CABI Blog

The famous statistician, Hans Rosling, used to say the aim is to go from numbers to information to understanding.  This is the essence of how data should be used, shared and presented.

Data can be presented in many different ways but maps are perhaps the best way of visualizing spatial information. As technology has progressed since the early Turin Papyrus Map produced by the ancient Egyptians in 1160 BCE, humans have been developing and refining how we model our environment to improve our understanding of complex information.

Digital maps now help navigate us through complexities of the modern world with ease. But how can this same technology be used to support development communication practitioners in the field?

Using story maps – CABI’s experience in Tanzania and Ghana

Between 2015 and 2018 Scaling Improved Legumes Technologies (SILT) used innovative multimedia campaigns to scale-up improved soybean and common bean technologies and establish sustainable input systems. These included participatory radio listening groups, two models of demonstration plots, and the use of comics, posters and leaflets.

To understand the reach of this campaign-based approach, CABI and Farm Radio decided to produce a story map for the SILT project to visualize the impact data.

Story maps are a form of data visualization and a valuable resource for recording the complex relationships projects have with different communities to show how multiple campaign elements have been built up in different locations.  So, for example, this enabled the team to show the impact of the radio, indicating the number of listeners, where they lived and how they’ve used the information on their farms.
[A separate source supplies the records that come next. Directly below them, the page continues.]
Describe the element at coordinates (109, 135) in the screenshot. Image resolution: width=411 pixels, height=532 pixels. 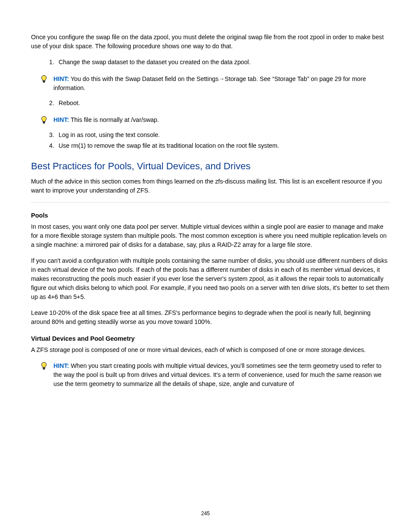
I see `list-item-text: Log in as root, using the text console.` at that location.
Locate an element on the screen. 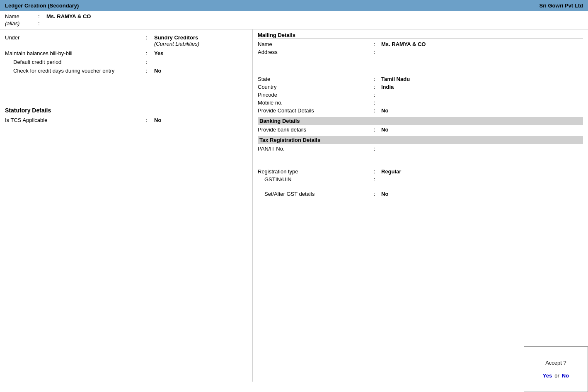  maintain-colon: : is located at coordinates (150, 53).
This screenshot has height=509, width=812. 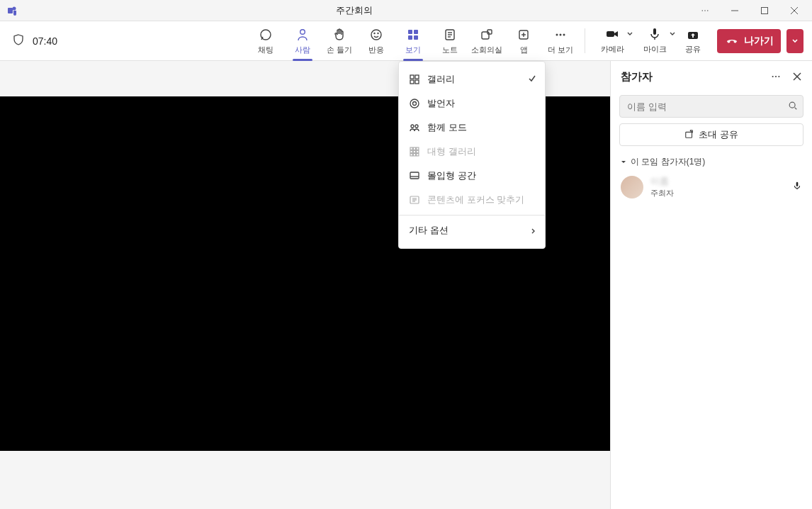 I want to click on apps-icon, so click(x=524, y=35).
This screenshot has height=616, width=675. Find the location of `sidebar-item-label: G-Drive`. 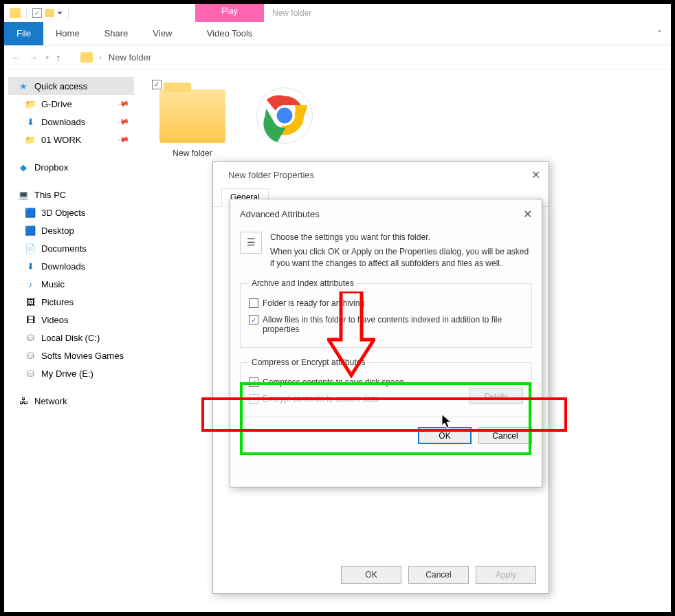

sidebar-item-label: G-Drive is located at coordinates (56, 104).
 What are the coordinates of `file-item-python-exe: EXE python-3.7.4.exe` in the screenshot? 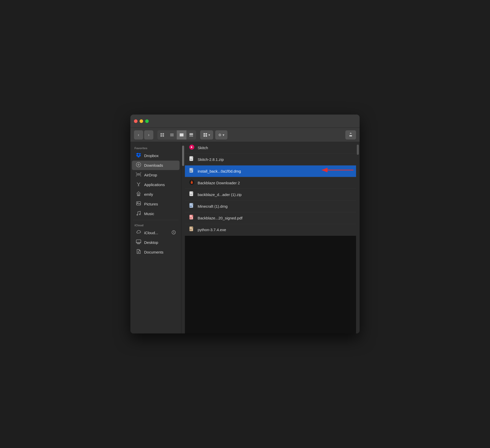 It's located at (270, 230).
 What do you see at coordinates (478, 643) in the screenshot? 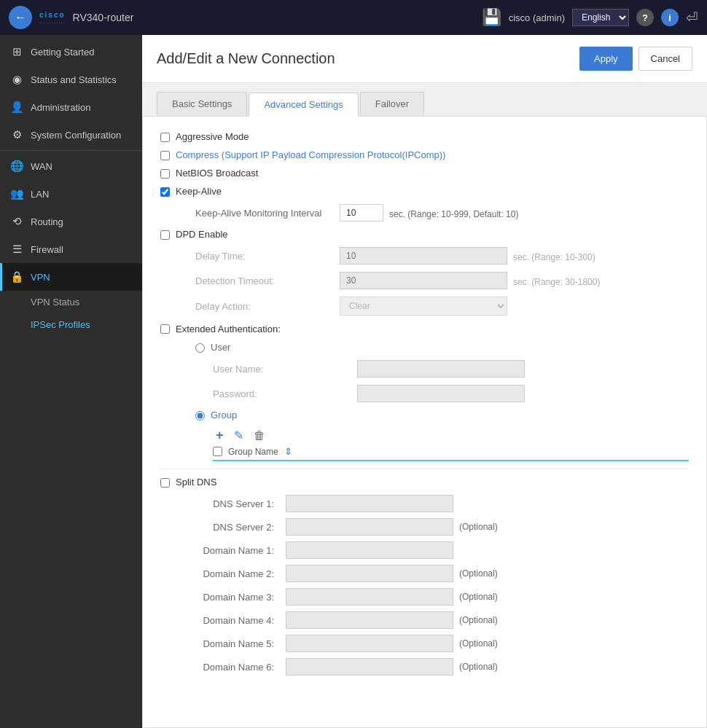
I see `domain5-optional: (Optional)` at bounding box center [478, 643].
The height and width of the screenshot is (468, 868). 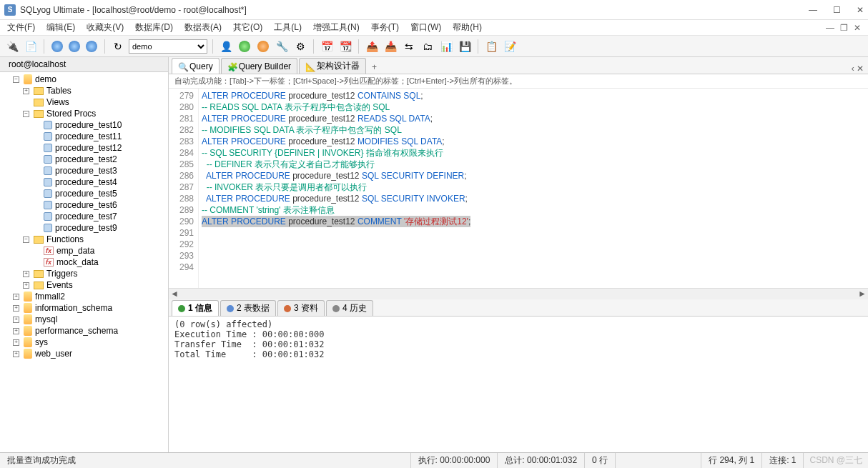 What do you see at coordinates (100, 262) in the screenshot?
I see `function-item: fxmock_data` at bounding box center [100, 262].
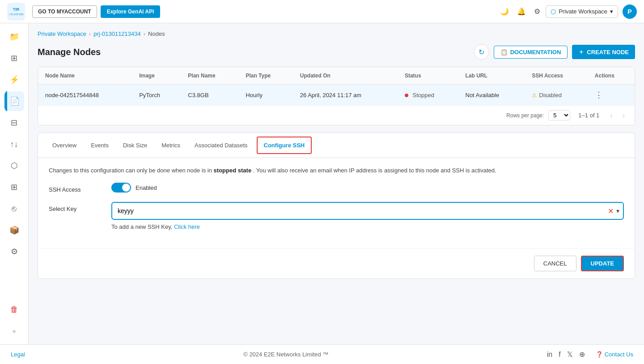 The width and height of the screenshot is (644, 364). Describe the element at coordinates (611, 95) in the screenshot. I see `cell-actions: ⋮` at that location.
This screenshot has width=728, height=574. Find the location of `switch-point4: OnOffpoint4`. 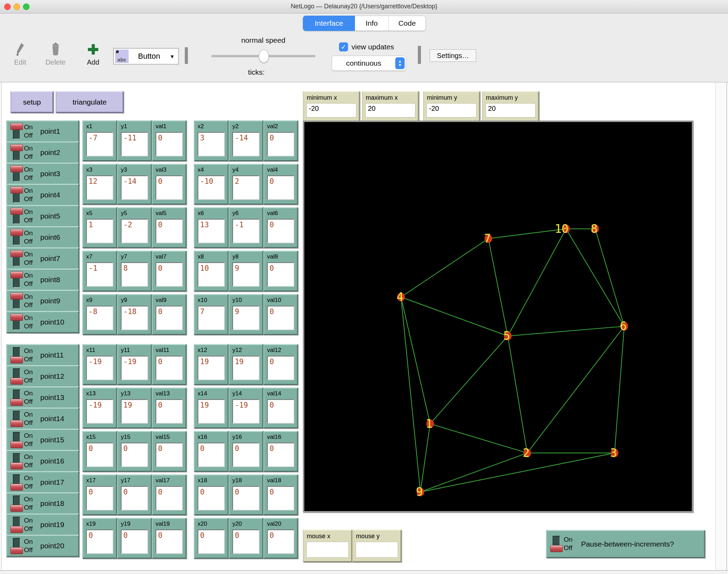

switch-point4: OnOffpoint4 is located at coordinates (43, 195).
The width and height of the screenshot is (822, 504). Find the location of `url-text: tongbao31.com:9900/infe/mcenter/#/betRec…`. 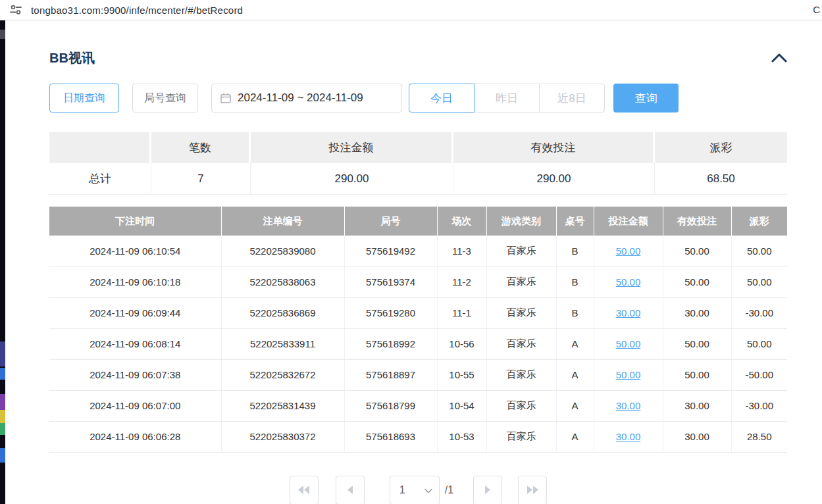

url-text: tongbao31.com:9900/infe/mcenter/#/betRec… is located at coordinates (137, 11).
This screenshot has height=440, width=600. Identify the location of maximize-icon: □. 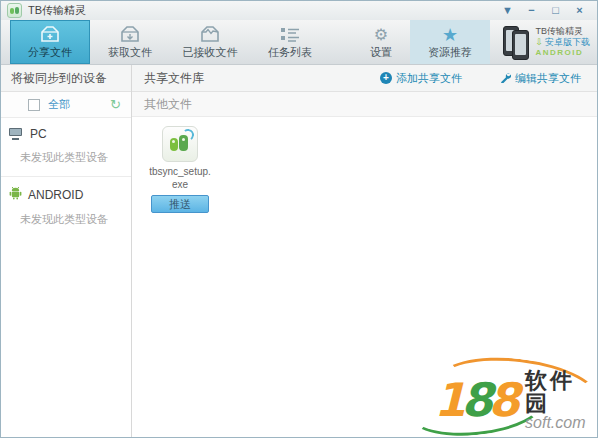
(556, 10).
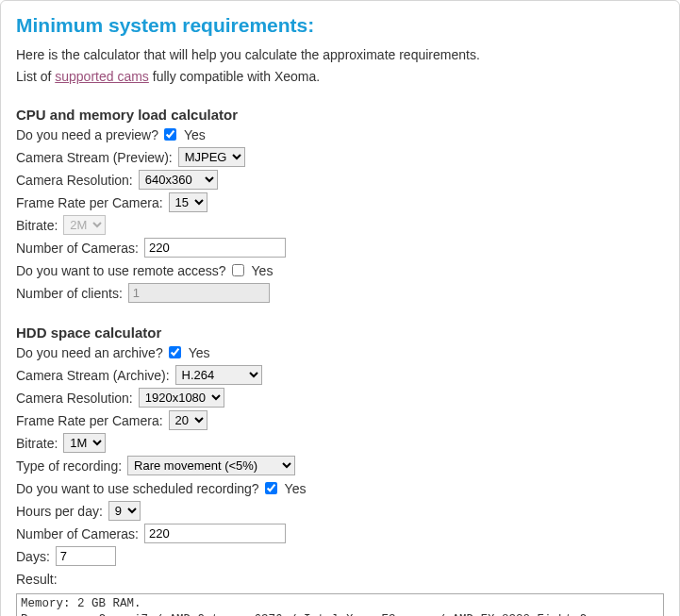  What do you see at coordinates (170, 134) in the screenshot?
I see `preview-checkbox` at bounding box center [170, 134].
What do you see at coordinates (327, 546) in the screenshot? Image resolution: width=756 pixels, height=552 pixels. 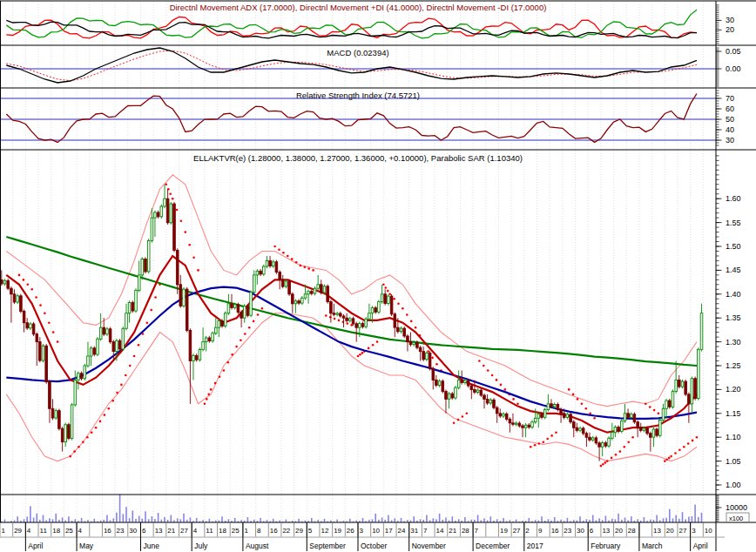 I see `svg-text: September` at bounding box center [327, 546].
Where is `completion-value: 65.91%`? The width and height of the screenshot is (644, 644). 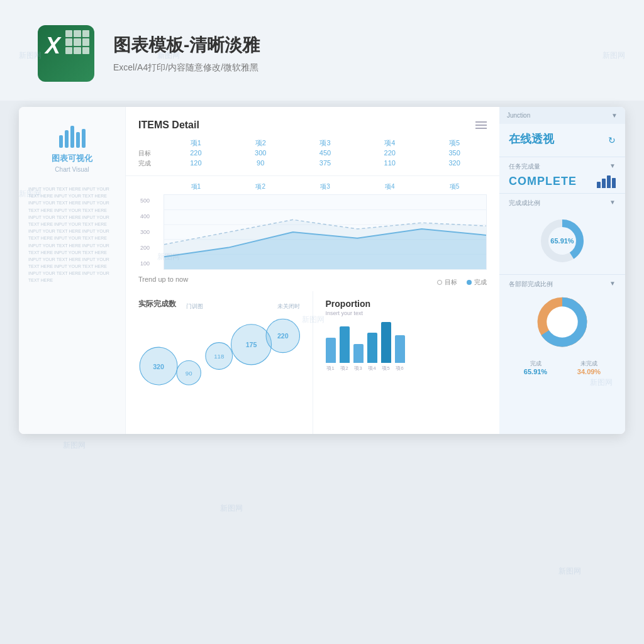 completion-value: 65.91% is located at coordinates (562, 241).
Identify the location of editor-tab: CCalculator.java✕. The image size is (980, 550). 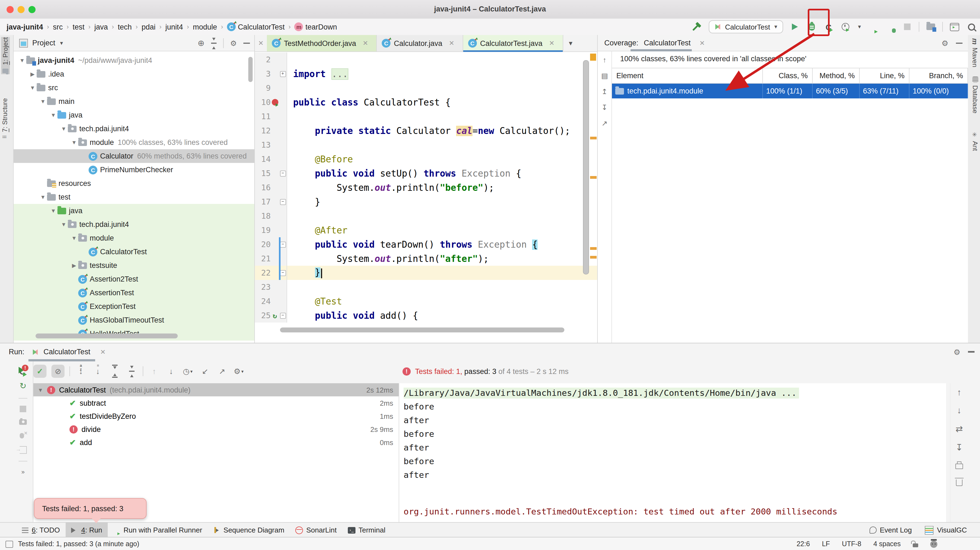
(420, 43).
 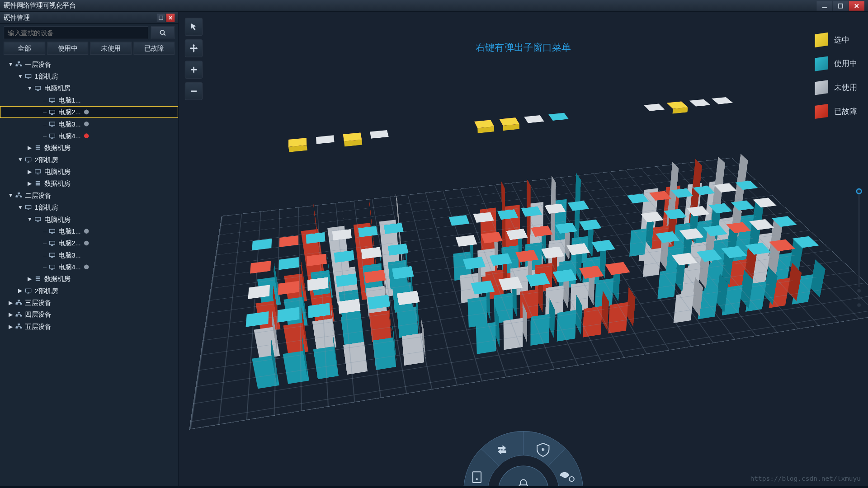 What do you see at coordinates (170, 18) in the screenshot?
I see `panel-close-button` at bounding box center [170, 18].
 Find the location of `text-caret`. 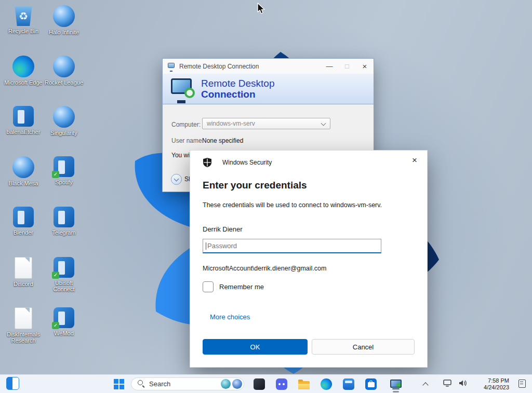

text-caret is located at coordinates (206, 246).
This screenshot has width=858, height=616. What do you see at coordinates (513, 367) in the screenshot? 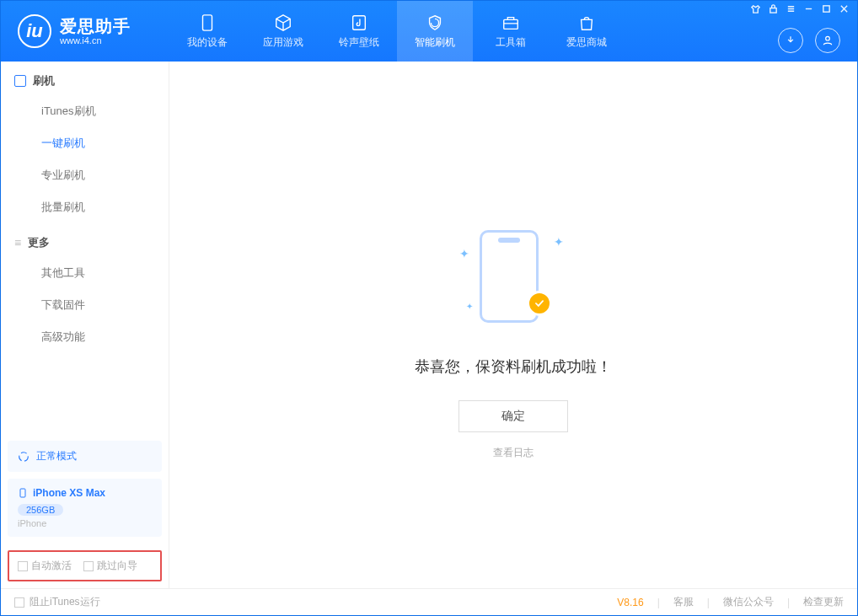
I see `success-message: 恭喜您，保资料刷机成功啦！` at bounding box center [513, 367].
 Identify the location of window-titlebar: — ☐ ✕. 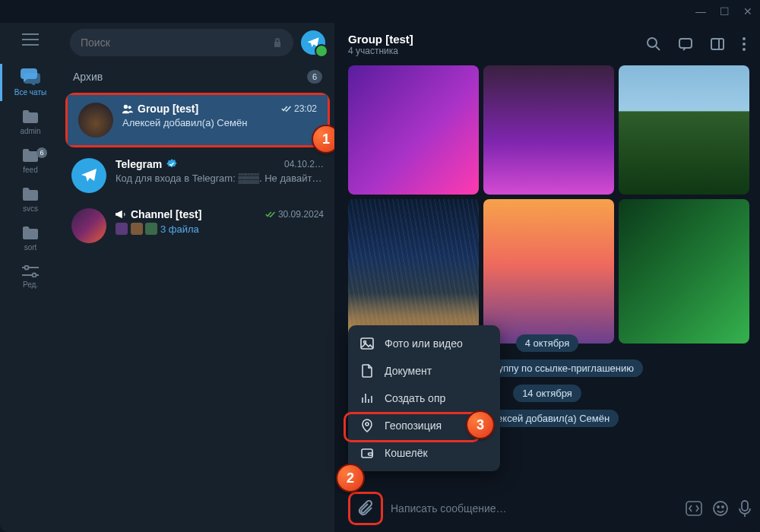
(380, 11).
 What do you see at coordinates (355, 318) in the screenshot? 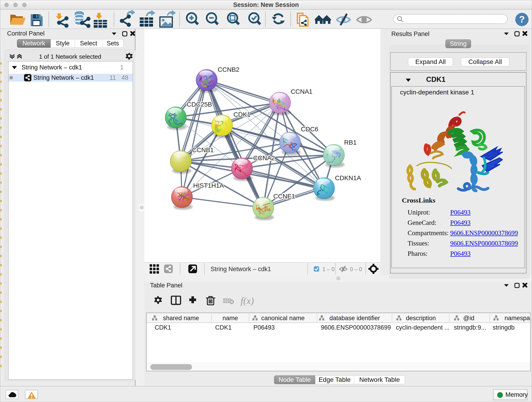
I see `svg-text: database identifier` at bounding box center [355, 318].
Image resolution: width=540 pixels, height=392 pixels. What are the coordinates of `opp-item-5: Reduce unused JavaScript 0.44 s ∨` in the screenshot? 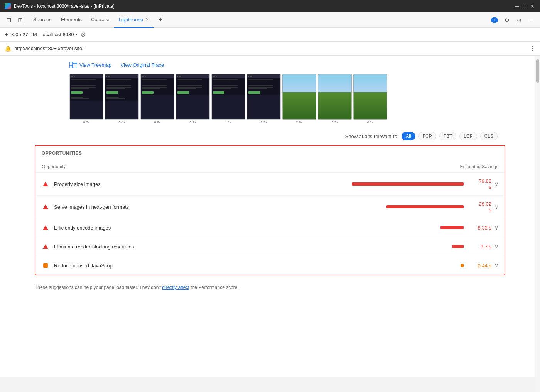 It's located at (270, 265).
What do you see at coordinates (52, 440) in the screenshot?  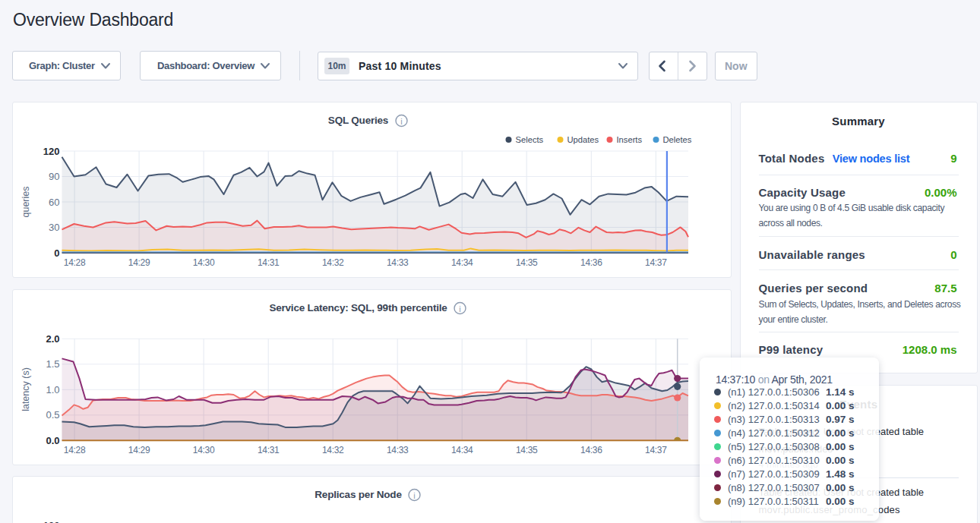 I see `svg-text: 0.0` at bounding box center [52, 440].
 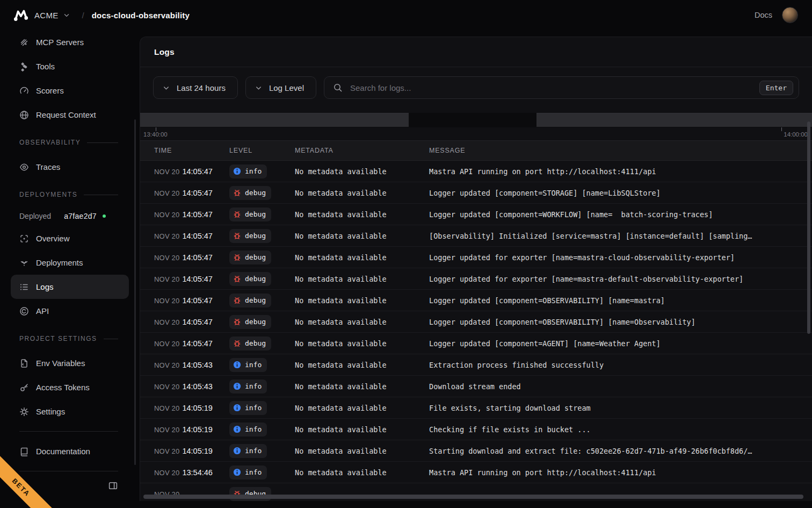 I want to click on sidebar-item-scorers: Scorers, so click(x=70, y=90).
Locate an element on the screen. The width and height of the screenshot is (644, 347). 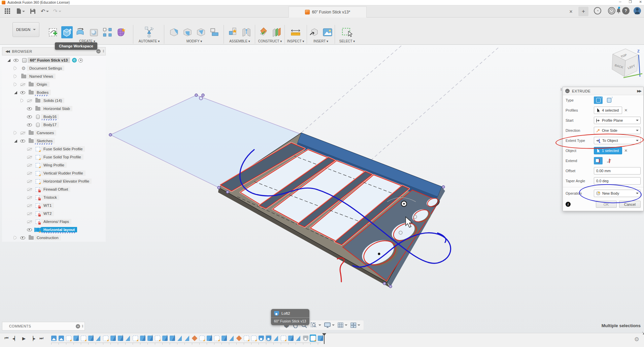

A combination of interactive maps and descriptive stories allow the viewer to move through project milestones and easily explore the geographical spread and demographic impact of a project.

The maps have helped clarify the relationships between the different elements of the campaign. Geocoding of community locations, languages spoken and attendance figures gives data new meaning and helps lay out “cause and effect” milestones over the entire project cycle.

Mark Leclair, from the communications and knowledge management team at Farm Radio, thinks that the cool thing about these maps is that they build up pages of narrative that tell the story of the campaign. He also notes that the maps have a level of interactivity that allows people to drill down to the areas of information that interests them.

Inspired by the SILT story map, CABI has made similar maps for other development communication campaigns developed by ASHC. This has included a second campaign in Tanzania also developed with Farm Radio, known as Upscaling Technologies in Agriculture through Knowledge and Extension (UPTAKE).

 

Stephanie Gakuo, a development communications specialist at CABI, explains that the UPTAKE project was exploring how digital media, especially radio and SMS, worked together to share agronomic information with farmers on a variety of crops, including potatoes, maize, beans and cassava. She felt that at a glance, the maps tell the UPTAKE story of how the campaigns built up, whom we reached and where. This means that stakeholders can straight away cut to the project’s focal areas, view the story and tell where the project had greatest effect.

CABI has also produced maps for the soybean cultivation campaigns in Northern Ghana under the Gender and Legume Alliance (GALA) project. Over two years some 300 village-based film screening have been shown to around 70,553 members of farming households with information on soybean farming and in 2018 fall armyworm was added to the film screenings.

James Watiti, Coordinator – development, communication and extension at CABI, reflected that in Ghana, CABI is building up a lot of data about the village-based film screenings and other key data like the location of agro-dealerships. He feels that holding this data as maps  will make it easy for CABI, and others, to think about the next steps in the soybean campaign as we explore options with different partners and provide better information services to farmers.

Mapping the future of development communications

All the story maps mentioned here are available (see links below) for anyone to better understand how mapping could help to provide better information services to farmers.

Trends in data-driven adaptive project management being adopted by the likes of UNDP and USAID demonstrate the value of data, not only for monitoring development projects but also directly driving how they are designed and delivered throughout a projects life cycle.

It occurs to me that because story mapping presents impact in such a compelling visual and detailed way, donors may start to require the use of them when engaging with multi-stakeholder multimedia development communications projects.  They are certainly part of the way that development communication is contributing to Rosling’s desire to go from numbers to information to understanding.